Nothing to Hide (A Roland March Mystery Book #3) by Bertrand J. Mark

Nothing to Hide (A Roland March Mystery Book #3) by Bertrand J. Mark

Author:Bertrand, J. Mark [Bertrand, J. Mark]
Language: eng
Format: epub
Tags: FIC026000, March, Roland (Fictitious character)—Fiction, FIC042060, United States, Federal Bureau of Investigation—Fiction, Houston (Tex.)—Fiction, FIC042000, Murder—Investigation—Fiction
ISBN: 9781441271006
Publisher: Baker Publishing Group
Published: 2012-06-30T14:00:00+00:00


Interlude : 1986

I ran into Magnum on base fairly regularly after our first conversation, but we always kept our distance. Sometimes I’d pretend like I didn’t see him. Other times he’d acknowledge me with a far-off nod. Though we never talked, over time we were coming to understand each other better. I was conscious of his presence even when he wasn’t there.

This was some kind of test, I decided. Magnum was keeping an eye on me to see what I was made of. After all, he had told me things he probably had no right to reveal. Had he divined something in me—some kind of trustworthiness or cunning—that suggested there was no danger in opening up?

“I’m a talent scout,” he’d said. And I was a willing recruit.
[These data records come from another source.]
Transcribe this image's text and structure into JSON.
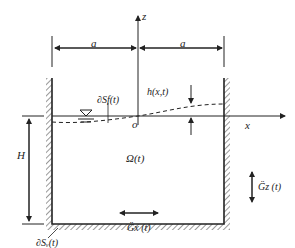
{
  "diagram": {
    "labels": {
      "z_axis": "z",
      "x_axis": "x",
      "origin": "o",
      "half_width_left": "a",
      "half_width_right": "a",
      "wave_height": "h(x,t)",
      "free_surface": "∂Sf(t)",
      "fluid_domain": "Ω(t)",
      "depth": "H",
      "wetted_boundary": "∂Sᵥ(t)",
      "vertical_accel": "G̈z (t)",
      "horizontal_accel": "G̈x (t)"
    },
    "colors": {
      "line": "#222222",
      "background": "#ffffff"
    }
  }
}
Whenever scuttlebutt on base touched on the doings of Magnum and his cabana boys, Sgt. Crewes reported everything in thrilling detail. He kept an ear to the ground, presumably on Shattuck’s orders, though he never said as much. According to the Spanish-speaking master sergeant, Magnum’s men were Uruguayans, or possibly Argentines. They were junior officers of similar rank to one another with the exception of César, who gave orders and never seemed to get his hands dirty. Unlike the others, César also had the run of the town. He’d been observed sampling the Leesville night life, such as it was, doling out hundred-dollar bills like he had an endless supply. The whole group had come direct from Ft. Benning, meaning they were School of the Americas alumni. Crewes had to explain to me what that meant.

Unfortunately the sergeant’s intel was low-grade product, spiked with implausible rumors.

“One of them’s missing,” he revealed one afternoon. “They’re keeping everything hushed up, but the word is, he took a nosedive out of a Huey.”

“One of the cabana boys? He fell out of a chopper?”

“More likely he was pushed,” the sergeant said, a gleam in his eye. “It’s all over base.”

By “all over base,” he meant the tight-knit circle of long-serving NCOs who were the only soldiers who mattered to Sgt. Crewes. I was incredulous.

“You’re saying one of them was thrown out of the copter—for what? To demonstrate how it’s done? Let me guess. Nobody actually saw this, but they heard it from someone who did. The Huey pilot will never turn up, and neither will the crew, but that doesn’t stop the word from getting around.”

“What’s your problem?”

I stiffened.

“Let me rephrase that,” he said. “What’s your problem, sir?”

“My problem is, you’re supposed to be a sergeant, but you gossip like an old woman.”

The words were out before I could stop them. I paused and swallowed hard, bracing myself from the reaction.

Crewes cocked his head like a pointer catching the scent of the fox.

“Oh,” he said to the air over our heads. “I think I know what the problem is now. Somebody has a crush.”

“What are you talking about?”

“It’s all those secret meetings,” he said, still talking to the ceiling. “Only the major already laid down the law on that point.